Here's a grim reality: at ~3 million per death in a car crash (that was a reasonable estimate of insurance cost, overall, a decade ago or so), with ~37k deaths/year in motor vehicule accidents in the USA for instance, that's roughly $100 billion / year — a mere 0.5% of its $20 trillion GDP. So I'm not holding my breath for public or private action at a massive scale (think that fracking alone was orders of magnitude more profitable for the US, and came with a strong geopolitical advantage to boot with).
Do the math for your country, $3M/death over GDP, it's usually negligible compared to "the big thing" that your local politicians and corporations keep talking about.
Even in Western Europe, where
- regulation is people's #1 method for solving everything and anything,
- "the value of life" is emphasized every other speech and publication and actual social security systems, free medical care, free education even, etc. (a few hundred bucks away from actual UBI, for real),
- companies could actually compete (Europe has 0 tech giant, but several big car manufacturers),
you don't hear a lot of political or popular or private (business) support for Level 4 infrastructure (L4: roads dedicated to self-driving cars, likely to kill ~1000x less than human-driven roads, not to mention the economic gain of time while commuting and travelling by road, which whether work or leisure is a net psychological gain).
Actually L4 is not even a "topic" in many such countries (let alone L5), it's a curiosity, a funny segment to wrap up the news. Even though L4 is totally doable NOW. What you actually hear is much fear about tech — as usual. That's about it for self-driving cars.
I have no idea why, it makes no sense to me, but even if rich cosy comfortable life-adoring 35h/week western Europe doesn't want it bad, I don't know who does/will, in the short/medium term.
The above "grim reality" is just my way of fishing for answers, really. I don't know. I'm just skeptical that self-driving cars are a thing that people or leaders (public and private) actually want. I hear much, much resistance to the idea and very little interest for the upsides from the mainstream. I sees smiles and eyes rolling, and 10 years later there is still no decent infrastructure to charge EVs except Tesla's — a foreign entity, by far the biggest promoter of it all, but can they do it? Can they reach L5 or politically negociate L4? Back to the above concerns, or absence thereof really, of the mainstream.
It's like space, basically: it would be incredibly little of the world's GDP to put massively more effort and shorten industrial-scale space activities dramatically — like if it's 30 years away at current rate, we could make it by 2030 really easily, without pushing it far (nothing like a war effort for instance). And the benefits are so immense it's basically stupid to argue against, the question is how to do it best. And yet it's still anecdotal in most countries budget, it's mostly just PR. Even as we speak, a "prime time" for space as a topic of (positive) interest for the mainstream. Go figure.
Self-driving cars, it seems, are met with even more political and social resistance than they are made impossible by idealistic goals, because the former is a current showstopper whereas our current technological capacities are not.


→ **What to do**: From the line containing "Image resolution: width=972" to the last line of the records below, repeat every line exactly and add nothing else.

[Records excerpted from a collection]
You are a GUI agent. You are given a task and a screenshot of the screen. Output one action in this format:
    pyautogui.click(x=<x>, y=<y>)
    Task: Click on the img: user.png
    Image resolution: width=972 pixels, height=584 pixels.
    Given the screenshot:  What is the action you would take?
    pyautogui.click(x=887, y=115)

→ **Result for this task**:
    Image resolution: width=972 pixels, height=584 pixels.
    Given the screenshot:  What is the action you would take?
    pyautogui.click(x=887, y=115)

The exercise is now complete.